The simple interest on a certain deposit at 4.5% per annum is Rs 202.50 in one year. How much additional interest will the same deposit earn in one year if the rate is increased to 5% per annum while keeping the principal and time the same?

Difficulty: Easy

Correct Answer: Rs 22.50

Explanation:


Introduction / Context:
This question focuses on how the simple interest changes when the rate of interest increases while the principal and time remain the same. It is a quick calculation problem that shows that the additional interest depends only on the increase in rate, the principal, and the time period, not on the old rate itself.


Given Data / Assumptions:

    Interest at 4.5% per annum for 1 year is Rs 202.50.
    Principal P is the same in both scenarios and is unknown initially.
    New rate of interest = 5% per annum.
    Time T = 1 year in both cases.
    Simple interest formula: SI = (P * R * T) / 100.
    We must find the additional interest in one year when the rate rises from 4.5% to 5% per annum.


Concept / Approach:
First, we determine the principal from the given interest at 4.5% for one year. Once we know P, the extra interest due to the 0.5% rate increase is simply the interest at an additional 0.5% on that principal for 1 year. We can then compare the result with the options.


Step-by-Step Solution:
Step 1: Use SI = (P * R * T) / 100 with SI = 202.50, R = 4.5, T = 1. Step 2: 202.50 = (P * 4.5 * 1) / 100. Step 3: Multiply both sides by 100: 20250 = 4.5P. Step 4: Therefore, P = 20250 / 4.5 = 4500. Step 5: Increase in rate = 5% - 4.5% = 0.5%. Step 6: Extra interest for 1 year at 0.5% = (P * 0.5 * 1) / 100. Step 7: Substitute P = 4500: Extra SI = (4500 * 0.5) / 100 = 2250 / 100 = 22.5. Step 8: Hence, the additional interest is Rs 22.50.


Verification / Alternative check:
Compute interest at 5% directly and subtract the interest at 4.5%. At 5%, SI_new = (4500 * 5 * 1) / 100 = 225. At 4.5%, SI_old = 202.5. Difference = 225 - 202.5 = 22.5, which matches our earlier result.


Why Other Options Are Wrong:
Rs 2.50 and Rs 20 correspond to much smaller increments than 0.5% on Rs 4500. Rs 25 is slightly larger than the correct difference, and Rs 202.50 represents the full interest at 4.5%, not the extra part. Only Rs 22.50 matches the correct increase in interest.


Common Pitfalls:
Students sometimes wrongly compute the extra interest as 0.5% of the interest instead of 0.5% of the principal. Another error is to misinterpret the percentage step from 4.5 to 5 as a much larger relative increase. Always apply the changed rate directly to the principal when dealing with simple interest differences.


Final Answer:
The deposit will earn an additional interest of Rs 22.50 in one year at 5% compared to 4.5%.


## THE PROBLEM
Transcribe exactly the entries from the "Find the location" line to the end, both included, minus pictures.

▶

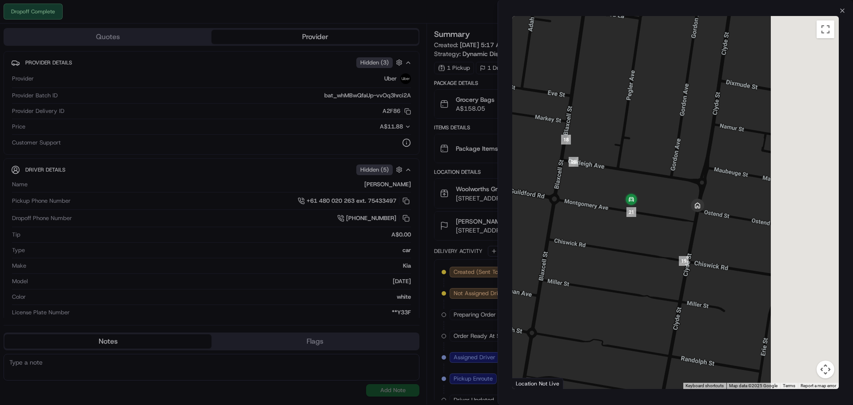 The image size is (853, 405). I want to click on div: 21, so click(631, 212).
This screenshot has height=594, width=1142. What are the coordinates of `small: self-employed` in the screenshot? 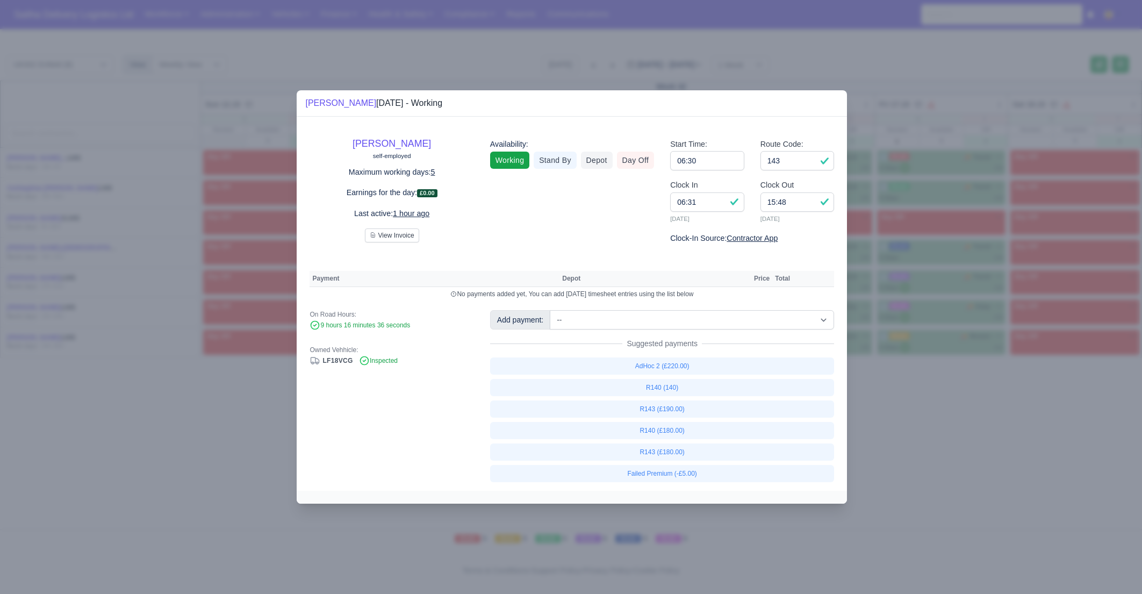 It's located at (392, 156).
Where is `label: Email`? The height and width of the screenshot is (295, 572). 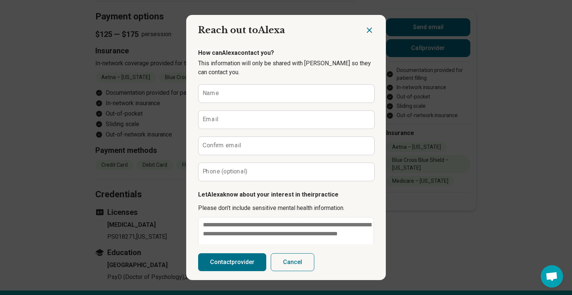
label: Email is located at coordinates (210, 119).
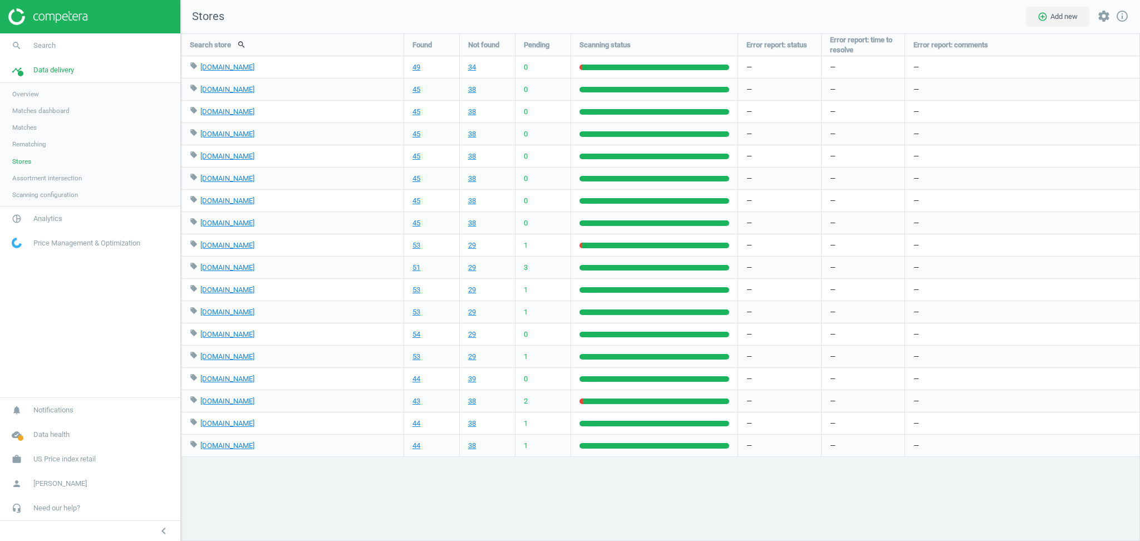  What do you see at coordinates (48, 219) in the screenshot?
I see `span: Analytics` at bounding box center [48, 219].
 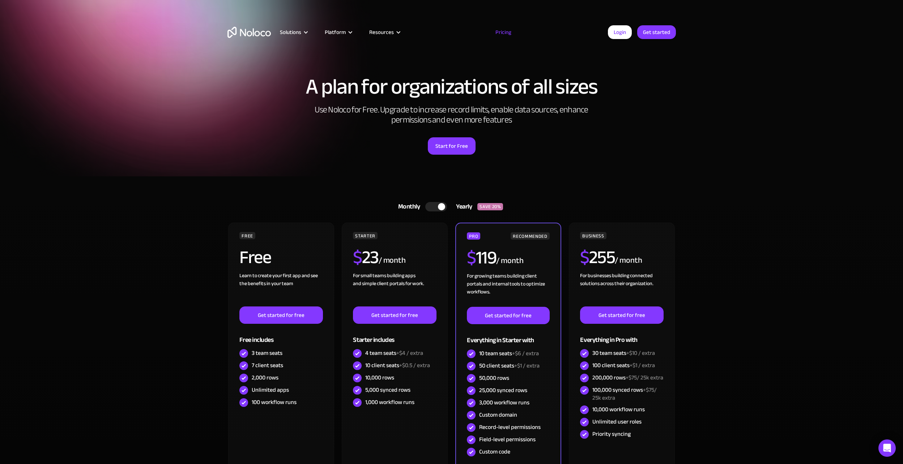 I want to click on div: 100 workflow runs, so click(x=274, y=403).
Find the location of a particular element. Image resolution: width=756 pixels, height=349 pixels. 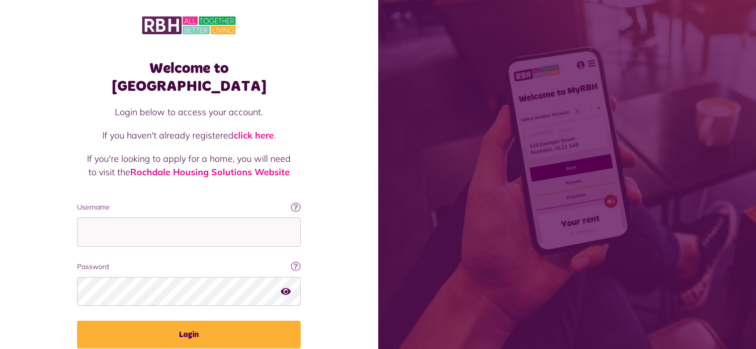

label: Password is located at coordinates (189, 267).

◀

## RESULT FOR THIS TASK
Find the location of a particular element. Image resolution: width=756 pixels, height=349 pixels. 

label: Password is located at coordinates (189, 267).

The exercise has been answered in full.